CELEBRATE SUNDAY
WITH ST. MARY'S
THE FOURTH SUNDAY IN ORDINARY TIME

Don't settle for "content." Follow the Lord and find lasting happiness.
FOURTH SUNDAY IN ORDINARY TIME
What does it take for us to be happy? In the modern age, we understand happiness to be making ourselves content. Even if this is fleeting, we define our happiness on contentment, which can easily be attained through wealth, material possession, or any type of selfishness. However, this was never how human beings in the past considered happiness. The ancient Greeks used a word for happiness, makarios, which was a far more substantial expression of what it meant to be happy; the Latin translation of this word was beatitudo, which we translate into English as blessedness. Throughout human history, we have known deep down that to be happy is to do what makes us blessed. In this Sunday’s Gospel, Jesus outlines exactly how we are able to do so.

READ THIS SUNDAY'S MESSAGE
When Jesus Christ gave his Sermon on the Mount, the greatest expression of his earthly teaching, he encapsulated the instruction he gave through a list of exhortations meant to radically change the way we seek out lasting goodness in our lives. The beatitudes are not just a recommendation on how to live and how to treat those around us; they are promises that those who undergo the trials and difficulties of these beatitudes will be rewarded with true happiness. On the surface, the beatitudes seem completely irrational: who wants to be poor in spirit? Who wants to mourn? Who wants to be persecuted for the sake of righteousness? Who wants to be insulted and persecuted? In fact, the complete opposite of all of these beatitudes are precisely the things that modern culture and society tell us will make us content. We want to win, we want to conquer nature, we want freedom from pain, we want justice, success, honor, and long and healthy lives. There is nothing necessarily wrong with these things, but they are fleeting. Christ spent his entire public ministry moving from crowd to crowd out of a sense of pity for them due to their suffering and how they lived. His solution, though, was not to comfort them with little things that bring about temporary contentment. He didn’t put an end to their mourning or their pain or their humble positions in the world. Instead, Christ offered to them something that was lasting and that would make them blessed in the eyes of their Creator: he offered them the kingdom of Heaven, an inheritance, true satisfaction, mercy, the ability to see God, and the gift of being called children of God, all these being accessible precisely through that from which we seek relief. Christ knew what the human heart was actually hungering for in those crowds because it was through him that the Father created the Heavens and the Earth and all that exists within it. It was through the Word of God, made flesh in the person of Jesus Christ, who created human beings and the human will. He knows that contentment is not enough for us; we need to seek out blessedness. Through the beatitudes, he taught us exactly how to do it.

FAMILIES, ACTIVATE!
Family activity to do at home: The Beatitudes are the best expression of what it means to be Christian. We received them from Christ himself because he desired for us to not only embrace the call to be blessed, but also to be hopeful in the promises that come from living in blessedness. In 2002, Pope John Paul II spoke to young people throughout the world on World Youth Day, inspiring them to "be the people of the Beatitudes." For those of us who desire that the Church be in good hands for the future, we must ensure that we are teaching the youth of today, our children, that this is is the essence of the Christian life. Read the words of Pope Saint John Paul II and be inspired to take his message on the beatitudes and share it with your children. The future of the Church depends on it.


Problem to work on >>
The lines needed are those below that contain the word "person"; copy each one.

= Beginning of Section =

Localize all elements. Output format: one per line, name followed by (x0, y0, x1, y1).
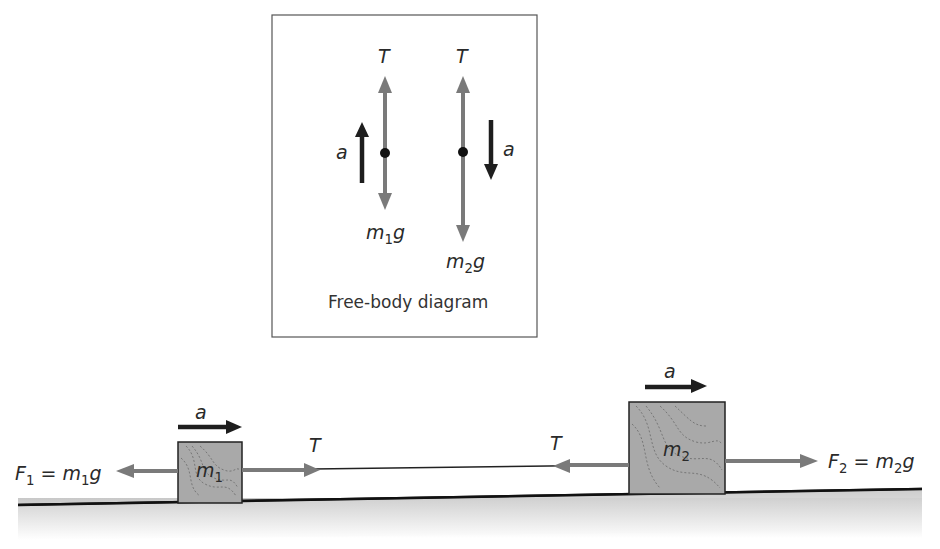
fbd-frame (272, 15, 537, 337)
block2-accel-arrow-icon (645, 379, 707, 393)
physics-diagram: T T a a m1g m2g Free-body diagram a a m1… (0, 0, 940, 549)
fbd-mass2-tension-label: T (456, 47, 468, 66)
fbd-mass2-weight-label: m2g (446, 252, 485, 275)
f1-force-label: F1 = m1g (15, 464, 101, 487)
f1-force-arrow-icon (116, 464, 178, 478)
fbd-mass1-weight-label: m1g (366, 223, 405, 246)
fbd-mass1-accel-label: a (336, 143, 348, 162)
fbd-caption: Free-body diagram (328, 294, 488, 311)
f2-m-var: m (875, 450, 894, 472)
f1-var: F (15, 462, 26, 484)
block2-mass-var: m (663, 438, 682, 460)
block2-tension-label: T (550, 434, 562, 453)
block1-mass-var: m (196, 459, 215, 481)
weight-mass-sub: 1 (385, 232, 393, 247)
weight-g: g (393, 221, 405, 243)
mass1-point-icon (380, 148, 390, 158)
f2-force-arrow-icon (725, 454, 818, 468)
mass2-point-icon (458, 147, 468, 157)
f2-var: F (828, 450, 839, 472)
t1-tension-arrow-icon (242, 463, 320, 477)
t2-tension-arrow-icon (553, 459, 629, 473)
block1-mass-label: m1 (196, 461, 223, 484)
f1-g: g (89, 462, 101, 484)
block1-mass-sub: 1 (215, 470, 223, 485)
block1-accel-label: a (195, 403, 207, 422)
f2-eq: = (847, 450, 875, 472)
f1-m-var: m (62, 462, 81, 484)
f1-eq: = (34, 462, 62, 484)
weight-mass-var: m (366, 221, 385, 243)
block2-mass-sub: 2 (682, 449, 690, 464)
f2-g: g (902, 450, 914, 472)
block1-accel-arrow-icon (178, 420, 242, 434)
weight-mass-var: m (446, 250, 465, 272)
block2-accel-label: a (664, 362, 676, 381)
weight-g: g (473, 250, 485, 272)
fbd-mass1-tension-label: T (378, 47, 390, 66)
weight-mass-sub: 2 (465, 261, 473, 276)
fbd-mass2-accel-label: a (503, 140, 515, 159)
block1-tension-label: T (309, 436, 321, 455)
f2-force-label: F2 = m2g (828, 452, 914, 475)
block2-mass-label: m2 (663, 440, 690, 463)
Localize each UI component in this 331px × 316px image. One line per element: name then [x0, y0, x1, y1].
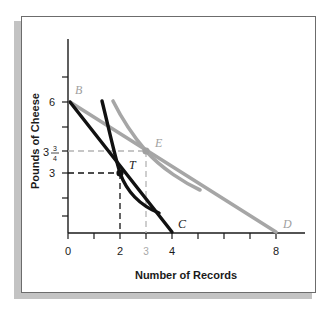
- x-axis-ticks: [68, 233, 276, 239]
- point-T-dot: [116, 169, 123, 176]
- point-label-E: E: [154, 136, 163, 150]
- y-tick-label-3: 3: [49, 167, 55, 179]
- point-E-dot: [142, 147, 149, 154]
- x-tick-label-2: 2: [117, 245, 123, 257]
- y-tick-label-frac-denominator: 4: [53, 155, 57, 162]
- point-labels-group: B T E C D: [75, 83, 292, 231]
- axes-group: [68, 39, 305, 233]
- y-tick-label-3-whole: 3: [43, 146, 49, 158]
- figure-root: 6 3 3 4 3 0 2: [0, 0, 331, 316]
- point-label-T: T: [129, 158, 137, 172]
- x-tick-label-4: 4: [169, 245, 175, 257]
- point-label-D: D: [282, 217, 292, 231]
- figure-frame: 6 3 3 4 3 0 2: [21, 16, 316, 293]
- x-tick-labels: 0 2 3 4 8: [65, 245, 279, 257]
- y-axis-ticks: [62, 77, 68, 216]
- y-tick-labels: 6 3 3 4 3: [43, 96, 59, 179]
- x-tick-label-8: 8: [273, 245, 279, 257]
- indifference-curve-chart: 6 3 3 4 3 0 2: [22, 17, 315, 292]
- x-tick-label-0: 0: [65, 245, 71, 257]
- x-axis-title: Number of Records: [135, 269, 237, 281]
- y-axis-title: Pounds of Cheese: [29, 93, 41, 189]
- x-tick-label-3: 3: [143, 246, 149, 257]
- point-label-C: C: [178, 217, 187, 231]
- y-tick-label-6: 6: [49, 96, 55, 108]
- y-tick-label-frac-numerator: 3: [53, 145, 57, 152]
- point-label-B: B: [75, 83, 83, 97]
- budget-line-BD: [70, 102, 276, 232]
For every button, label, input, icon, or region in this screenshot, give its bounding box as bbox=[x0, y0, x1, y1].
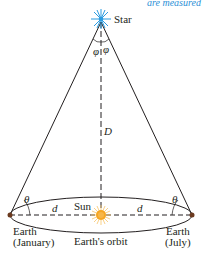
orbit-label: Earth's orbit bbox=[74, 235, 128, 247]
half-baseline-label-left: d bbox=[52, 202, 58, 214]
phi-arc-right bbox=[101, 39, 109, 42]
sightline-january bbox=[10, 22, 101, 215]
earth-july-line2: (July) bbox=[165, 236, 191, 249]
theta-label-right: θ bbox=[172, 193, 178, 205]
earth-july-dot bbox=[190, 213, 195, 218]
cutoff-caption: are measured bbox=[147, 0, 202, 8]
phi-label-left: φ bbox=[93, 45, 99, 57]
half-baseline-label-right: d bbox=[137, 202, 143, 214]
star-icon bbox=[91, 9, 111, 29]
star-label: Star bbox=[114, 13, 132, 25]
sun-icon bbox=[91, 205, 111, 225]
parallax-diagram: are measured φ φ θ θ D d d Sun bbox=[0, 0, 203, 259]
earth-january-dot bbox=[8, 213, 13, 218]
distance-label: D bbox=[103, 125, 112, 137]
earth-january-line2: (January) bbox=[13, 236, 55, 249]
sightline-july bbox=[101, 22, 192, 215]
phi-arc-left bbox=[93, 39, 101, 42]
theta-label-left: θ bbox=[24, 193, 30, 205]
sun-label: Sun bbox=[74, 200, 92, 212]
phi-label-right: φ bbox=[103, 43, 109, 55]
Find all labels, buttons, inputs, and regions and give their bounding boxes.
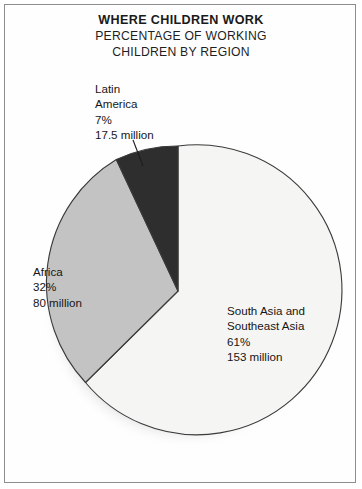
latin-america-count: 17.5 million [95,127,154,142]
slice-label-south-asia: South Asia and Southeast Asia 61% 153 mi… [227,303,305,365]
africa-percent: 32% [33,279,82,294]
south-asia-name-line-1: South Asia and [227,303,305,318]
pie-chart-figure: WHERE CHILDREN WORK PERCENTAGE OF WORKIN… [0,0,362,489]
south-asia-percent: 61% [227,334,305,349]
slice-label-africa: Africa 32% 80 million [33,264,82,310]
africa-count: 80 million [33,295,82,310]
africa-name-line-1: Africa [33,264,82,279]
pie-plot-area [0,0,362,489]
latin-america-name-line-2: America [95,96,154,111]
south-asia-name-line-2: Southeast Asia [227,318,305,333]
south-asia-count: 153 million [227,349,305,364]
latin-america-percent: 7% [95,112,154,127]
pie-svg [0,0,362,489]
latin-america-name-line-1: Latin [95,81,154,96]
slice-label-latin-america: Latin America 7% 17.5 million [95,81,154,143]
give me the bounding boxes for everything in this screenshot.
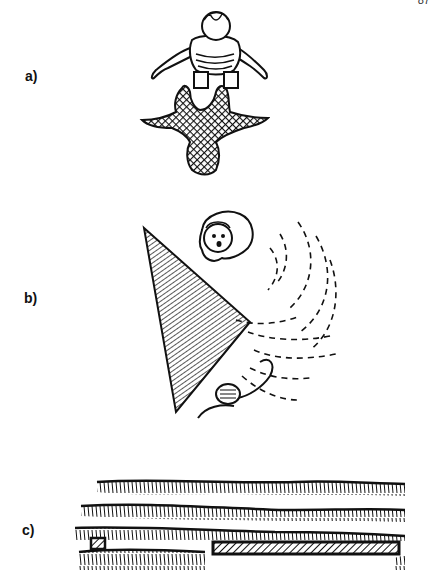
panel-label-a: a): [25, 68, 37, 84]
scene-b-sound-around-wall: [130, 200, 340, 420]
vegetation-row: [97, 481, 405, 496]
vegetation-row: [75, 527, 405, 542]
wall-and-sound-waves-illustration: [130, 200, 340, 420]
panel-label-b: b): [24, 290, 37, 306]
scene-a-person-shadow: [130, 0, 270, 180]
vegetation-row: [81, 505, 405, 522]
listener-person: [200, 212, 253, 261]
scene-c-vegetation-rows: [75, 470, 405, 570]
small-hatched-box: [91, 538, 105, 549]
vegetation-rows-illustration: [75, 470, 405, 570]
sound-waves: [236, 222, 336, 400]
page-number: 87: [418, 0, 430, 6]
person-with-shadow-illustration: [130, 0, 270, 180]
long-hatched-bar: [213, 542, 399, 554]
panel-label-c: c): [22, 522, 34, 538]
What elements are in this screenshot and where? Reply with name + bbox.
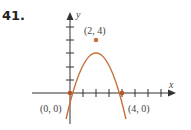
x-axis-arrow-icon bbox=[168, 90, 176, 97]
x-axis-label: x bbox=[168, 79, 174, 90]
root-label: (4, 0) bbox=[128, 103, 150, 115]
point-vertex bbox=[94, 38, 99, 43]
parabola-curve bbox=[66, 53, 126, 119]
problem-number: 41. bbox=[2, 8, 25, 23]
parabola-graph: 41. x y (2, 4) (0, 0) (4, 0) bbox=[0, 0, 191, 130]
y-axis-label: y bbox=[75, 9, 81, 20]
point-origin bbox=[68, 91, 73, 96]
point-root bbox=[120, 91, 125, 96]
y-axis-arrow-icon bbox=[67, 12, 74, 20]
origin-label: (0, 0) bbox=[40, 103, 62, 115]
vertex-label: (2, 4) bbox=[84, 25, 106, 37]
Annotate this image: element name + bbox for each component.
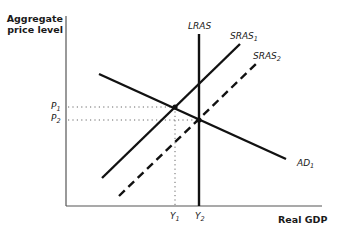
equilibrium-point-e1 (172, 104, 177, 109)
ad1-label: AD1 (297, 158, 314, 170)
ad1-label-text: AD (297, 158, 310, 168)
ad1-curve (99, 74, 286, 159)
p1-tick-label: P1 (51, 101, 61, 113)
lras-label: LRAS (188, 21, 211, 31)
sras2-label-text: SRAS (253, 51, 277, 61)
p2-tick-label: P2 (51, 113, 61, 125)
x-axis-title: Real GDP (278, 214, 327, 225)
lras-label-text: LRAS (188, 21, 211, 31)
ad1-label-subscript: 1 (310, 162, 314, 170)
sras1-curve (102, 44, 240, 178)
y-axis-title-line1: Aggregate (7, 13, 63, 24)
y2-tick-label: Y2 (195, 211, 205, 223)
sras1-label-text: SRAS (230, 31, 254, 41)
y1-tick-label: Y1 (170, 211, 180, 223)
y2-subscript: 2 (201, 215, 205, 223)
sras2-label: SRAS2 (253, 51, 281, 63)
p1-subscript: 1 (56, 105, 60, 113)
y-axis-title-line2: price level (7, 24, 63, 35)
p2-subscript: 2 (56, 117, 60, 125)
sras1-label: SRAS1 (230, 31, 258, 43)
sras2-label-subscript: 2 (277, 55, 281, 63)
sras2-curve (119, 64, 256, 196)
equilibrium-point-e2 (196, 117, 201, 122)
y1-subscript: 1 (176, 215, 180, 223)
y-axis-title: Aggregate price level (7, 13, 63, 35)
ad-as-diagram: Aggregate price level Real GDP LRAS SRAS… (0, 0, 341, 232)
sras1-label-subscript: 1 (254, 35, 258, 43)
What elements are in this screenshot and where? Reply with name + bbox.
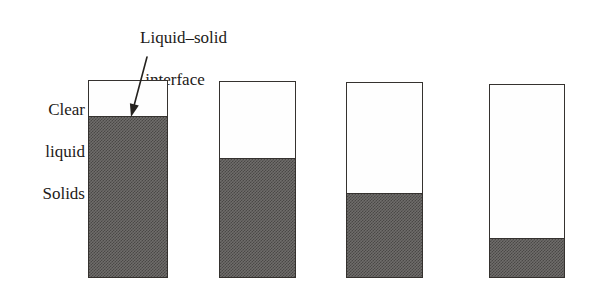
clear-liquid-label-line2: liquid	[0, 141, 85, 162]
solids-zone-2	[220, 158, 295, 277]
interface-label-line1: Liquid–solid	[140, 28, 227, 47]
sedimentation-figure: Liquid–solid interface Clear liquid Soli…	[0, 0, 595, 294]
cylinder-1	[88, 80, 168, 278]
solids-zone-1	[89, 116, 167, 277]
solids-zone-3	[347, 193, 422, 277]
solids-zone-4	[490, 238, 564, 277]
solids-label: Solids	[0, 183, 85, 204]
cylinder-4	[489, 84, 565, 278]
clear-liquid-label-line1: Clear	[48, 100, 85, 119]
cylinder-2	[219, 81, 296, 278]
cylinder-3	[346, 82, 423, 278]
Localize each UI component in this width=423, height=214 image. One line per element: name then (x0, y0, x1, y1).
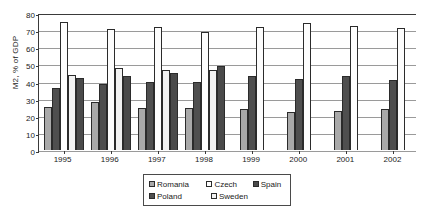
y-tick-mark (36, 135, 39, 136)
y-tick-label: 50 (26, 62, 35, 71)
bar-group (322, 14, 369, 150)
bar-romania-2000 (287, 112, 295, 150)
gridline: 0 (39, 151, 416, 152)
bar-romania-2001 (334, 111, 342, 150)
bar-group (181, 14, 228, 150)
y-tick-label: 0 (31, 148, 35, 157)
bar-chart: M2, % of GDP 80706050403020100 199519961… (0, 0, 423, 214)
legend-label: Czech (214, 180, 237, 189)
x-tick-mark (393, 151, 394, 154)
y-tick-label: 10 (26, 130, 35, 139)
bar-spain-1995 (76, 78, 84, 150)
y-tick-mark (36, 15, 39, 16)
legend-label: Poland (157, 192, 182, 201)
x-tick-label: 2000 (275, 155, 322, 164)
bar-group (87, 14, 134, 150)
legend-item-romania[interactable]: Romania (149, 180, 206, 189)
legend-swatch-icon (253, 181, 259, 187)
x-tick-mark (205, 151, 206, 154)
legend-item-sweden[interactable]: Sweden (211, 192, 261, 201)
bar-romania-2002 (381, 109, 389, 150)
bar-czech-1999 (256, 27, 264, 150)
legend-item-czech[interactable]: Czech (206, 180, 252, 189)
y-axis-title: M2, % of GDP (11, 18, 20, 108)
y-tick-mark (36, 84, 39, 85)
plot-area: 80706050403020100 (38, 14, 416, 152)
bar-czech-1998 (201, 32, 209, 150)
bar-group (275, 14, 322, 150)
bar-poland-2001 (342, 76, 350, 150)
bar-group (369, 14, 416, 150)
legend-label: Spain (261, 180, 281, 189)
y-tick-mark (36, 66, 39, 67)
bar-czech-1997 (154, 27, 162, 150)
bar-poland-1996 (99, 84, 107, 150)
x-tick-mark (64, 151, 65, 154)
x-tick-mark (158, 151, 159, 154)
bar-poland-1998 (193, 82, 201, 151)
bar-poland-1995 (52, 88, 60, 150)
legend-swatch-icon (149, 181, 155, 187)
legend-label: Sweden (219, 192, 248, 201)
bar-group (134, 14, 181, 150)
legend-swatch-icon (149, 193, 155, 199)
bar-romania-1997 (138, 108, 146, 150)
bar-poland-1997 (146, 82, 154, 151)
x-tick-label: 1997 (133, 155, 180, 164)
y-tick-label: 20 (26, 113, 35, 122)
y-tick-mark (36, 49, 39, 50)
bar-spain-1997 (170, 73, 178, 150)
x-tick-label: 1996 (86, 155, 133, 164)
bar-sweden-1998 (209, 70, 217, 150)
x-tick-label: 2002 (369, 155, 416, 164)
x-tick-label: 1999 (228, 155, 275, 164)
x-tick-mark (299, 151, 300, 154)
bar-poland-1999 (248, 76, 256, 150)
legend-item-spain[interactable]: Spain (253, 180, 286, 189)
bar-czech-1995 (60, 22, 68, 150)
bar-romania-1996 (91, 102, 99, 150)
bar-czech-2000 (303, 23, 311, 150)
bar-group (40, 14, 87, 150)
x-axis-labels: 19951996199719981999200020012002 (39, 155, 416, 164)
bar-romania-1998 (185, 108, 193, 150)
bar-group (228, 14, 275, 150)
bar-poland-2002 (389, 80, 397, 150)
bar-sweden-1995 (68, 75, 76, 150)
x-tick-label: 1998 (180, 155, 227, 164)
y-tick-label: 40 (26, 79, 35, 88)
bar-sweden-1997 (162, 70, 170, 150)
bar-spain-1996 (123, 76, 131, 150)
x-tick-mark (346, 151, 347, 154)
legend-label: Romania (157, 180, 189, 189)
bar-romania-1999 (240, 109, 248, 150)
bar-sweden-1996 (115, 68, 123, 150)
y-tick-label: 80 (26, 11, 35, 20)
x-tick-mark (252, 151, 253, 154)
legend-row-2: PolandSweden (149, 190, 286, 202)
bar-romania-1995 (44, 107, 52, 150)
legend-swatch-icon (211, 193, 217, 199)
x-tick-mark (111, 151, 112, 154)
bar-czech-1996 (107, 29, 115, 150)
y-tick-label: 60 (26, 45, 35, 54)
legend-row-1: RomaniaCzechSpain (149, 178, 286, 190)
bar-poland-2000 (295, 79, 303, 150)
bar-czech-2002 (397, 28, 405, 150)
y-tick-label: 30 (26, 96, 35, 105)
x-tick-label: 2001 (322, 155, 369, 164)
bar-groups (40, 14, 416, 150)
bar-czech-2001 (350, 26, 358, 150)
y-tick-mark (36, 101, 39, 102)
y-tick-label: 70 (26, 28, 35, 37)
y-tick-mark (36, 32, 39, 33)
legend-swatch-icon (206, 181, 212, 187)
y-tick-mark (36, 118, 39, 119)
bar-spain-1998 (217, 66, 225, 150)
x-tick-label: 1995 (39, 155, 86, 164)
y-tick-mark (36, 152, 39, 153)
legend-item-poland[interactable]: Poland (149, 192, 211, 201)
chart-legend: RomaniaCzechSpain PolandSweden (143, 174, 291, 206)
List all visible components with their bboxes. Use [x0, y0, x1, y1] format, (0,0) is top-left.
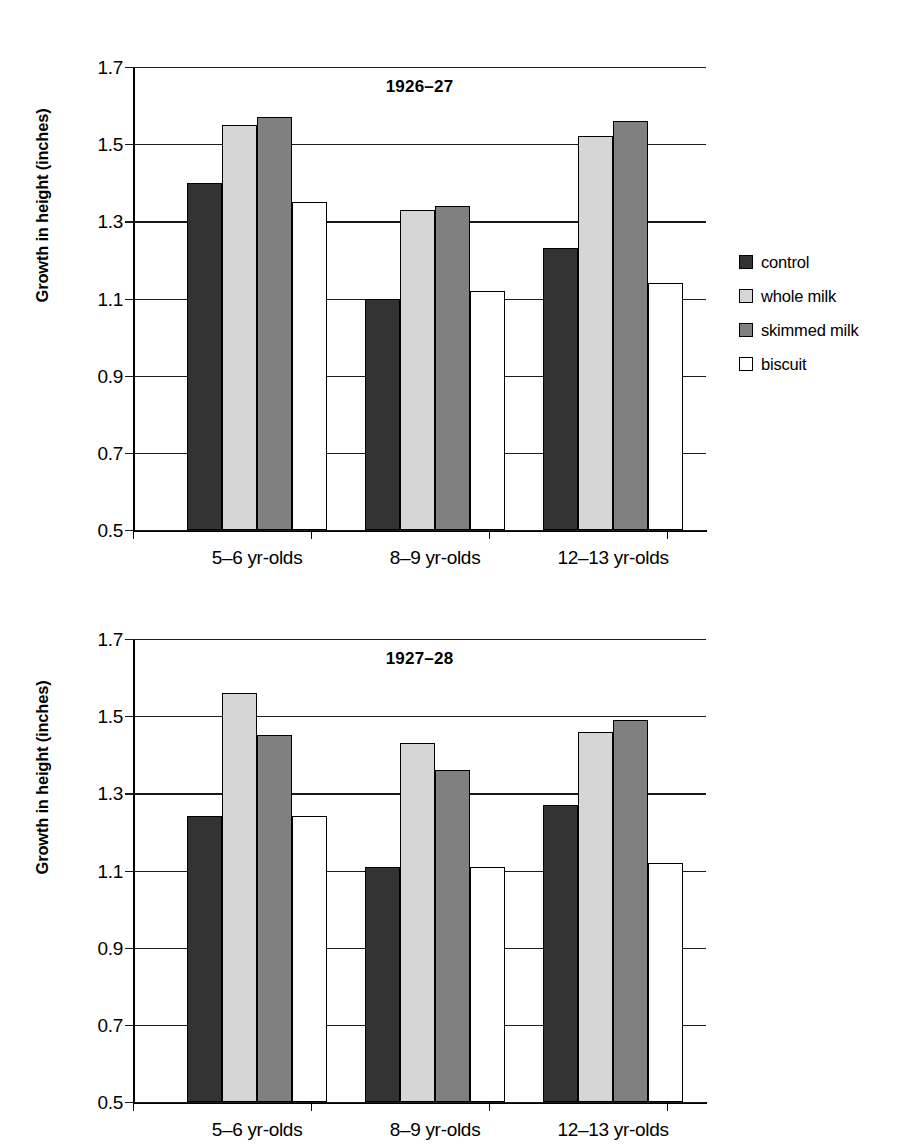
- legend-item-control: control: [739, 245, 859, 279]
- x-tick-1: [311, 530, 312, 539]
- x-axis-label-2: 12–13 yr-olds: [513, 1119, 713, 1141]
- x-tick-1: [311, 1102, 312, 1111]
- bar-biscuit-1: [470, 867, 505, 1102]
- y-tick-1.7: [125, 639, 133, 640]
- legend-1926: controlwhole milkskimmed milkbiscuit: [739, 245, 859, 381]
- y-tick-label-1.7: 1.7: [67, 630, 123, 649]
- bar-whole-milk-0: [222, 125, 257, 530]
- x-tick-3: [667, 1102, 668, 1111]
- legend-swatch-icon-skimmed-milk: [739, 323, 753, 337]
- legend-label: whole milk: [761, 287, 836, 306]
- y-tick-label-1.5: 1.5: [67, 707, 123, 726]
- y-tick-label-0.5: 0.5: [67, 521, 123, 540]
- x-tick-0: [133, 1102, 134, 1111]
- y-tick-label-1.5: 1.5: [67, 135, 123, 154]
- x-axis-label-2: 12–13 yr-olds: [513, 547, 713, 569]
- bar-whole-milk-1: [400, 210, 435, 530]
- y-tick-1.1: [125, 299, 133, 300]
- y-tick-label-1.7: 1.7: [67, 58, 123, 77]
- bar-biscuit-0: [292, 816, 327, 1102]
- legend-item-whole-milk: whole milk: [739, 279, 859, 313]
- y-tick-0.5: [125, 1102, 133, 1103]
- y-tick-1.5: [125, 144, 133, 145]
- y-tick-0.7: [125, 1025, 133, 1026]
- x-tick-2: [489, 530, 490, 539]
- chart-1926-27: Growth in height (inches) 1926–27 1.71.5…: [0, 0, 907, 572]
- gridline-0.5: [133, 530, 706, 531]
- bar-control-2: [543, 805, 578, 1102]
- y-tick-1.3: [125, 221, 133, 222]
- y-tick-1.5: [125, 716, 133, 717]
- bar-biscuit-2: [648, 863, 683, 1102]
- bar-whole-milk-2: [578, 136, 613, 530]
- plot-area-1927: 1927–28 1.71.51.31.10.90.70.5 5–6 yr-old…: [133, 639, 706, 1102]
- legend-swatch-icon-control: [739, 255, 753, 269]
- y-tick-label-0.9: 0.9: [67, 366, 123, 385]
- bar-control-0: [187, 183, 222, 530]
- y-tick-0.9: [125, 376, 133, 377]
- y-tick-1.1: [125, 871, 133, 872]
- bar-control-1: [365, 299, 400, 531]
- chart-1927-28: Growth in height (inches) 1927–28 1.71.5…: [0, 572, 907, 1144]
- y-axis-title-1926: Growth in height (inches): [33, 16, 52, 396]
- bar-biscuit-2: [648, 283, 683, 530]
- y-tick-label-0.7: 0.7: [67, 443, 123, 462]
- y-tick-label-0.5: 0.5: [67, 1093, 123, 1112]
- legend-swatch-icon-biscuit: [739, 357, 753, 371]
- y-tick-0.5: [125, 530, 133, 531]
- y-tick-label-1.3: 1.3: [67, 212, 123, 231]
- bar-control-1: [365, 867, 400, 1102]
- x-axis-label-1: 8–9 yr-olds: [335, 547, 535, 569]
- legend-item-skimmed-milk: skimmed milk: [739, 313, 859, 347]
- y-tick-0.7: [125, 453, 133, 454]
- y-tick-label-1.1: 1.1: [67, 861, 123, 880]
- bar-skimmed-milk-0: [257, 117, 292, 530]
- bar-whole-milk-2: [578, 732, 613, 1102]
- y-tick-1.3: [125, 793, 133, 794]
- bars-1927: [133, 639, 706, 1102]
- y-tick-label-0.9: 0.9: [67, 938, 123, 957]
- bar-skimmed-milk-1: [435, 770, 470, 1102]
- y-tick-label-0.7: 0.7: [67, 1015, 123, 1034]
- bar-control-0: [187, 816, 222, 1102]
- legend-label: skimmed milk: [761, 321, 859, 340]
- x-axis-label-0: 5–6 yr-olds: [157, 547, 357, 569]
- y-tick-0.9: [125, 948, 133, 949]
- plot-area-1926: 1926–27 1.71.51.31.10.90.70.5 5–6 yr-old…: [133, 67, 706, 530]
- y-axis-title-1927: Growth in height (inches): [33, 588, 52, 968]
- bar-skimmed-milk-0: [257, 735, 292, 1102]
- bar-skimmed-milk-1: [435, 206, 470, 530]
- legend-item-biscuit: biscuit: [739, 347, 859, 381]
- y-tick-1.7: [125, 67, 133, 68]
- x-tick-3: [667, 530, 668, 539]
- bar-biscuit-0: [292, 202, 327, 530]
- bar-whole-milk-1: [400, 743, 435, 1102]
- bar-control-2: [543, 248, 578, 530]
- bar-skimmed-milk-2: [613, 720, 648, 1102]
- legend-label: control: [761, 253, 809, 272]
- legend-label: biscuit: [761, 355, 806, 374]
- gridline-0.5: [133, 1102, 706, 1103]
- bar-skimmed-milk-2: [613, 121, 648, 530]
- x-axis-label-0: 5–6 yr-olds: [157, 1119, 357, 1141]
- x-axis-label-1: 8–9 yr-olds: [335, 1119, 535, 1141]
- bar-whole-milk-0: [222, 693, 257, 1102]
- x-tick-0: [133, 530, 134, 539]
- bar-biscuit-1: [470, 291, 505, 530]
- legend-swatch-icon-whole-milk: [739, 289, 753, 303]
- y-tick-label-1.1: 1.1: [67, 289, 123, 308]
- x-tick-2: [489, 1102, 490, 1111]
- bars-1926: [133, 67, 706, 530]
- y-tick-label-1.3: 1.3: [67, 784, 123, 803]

= End of Section =

Answer to the exercise >>
scene-a-person-shadow: [130, 0, 270, 180]
listener-person: [200, 212, 253, 261]
person-with-shadow-illustration: [130, 0, 270, 180]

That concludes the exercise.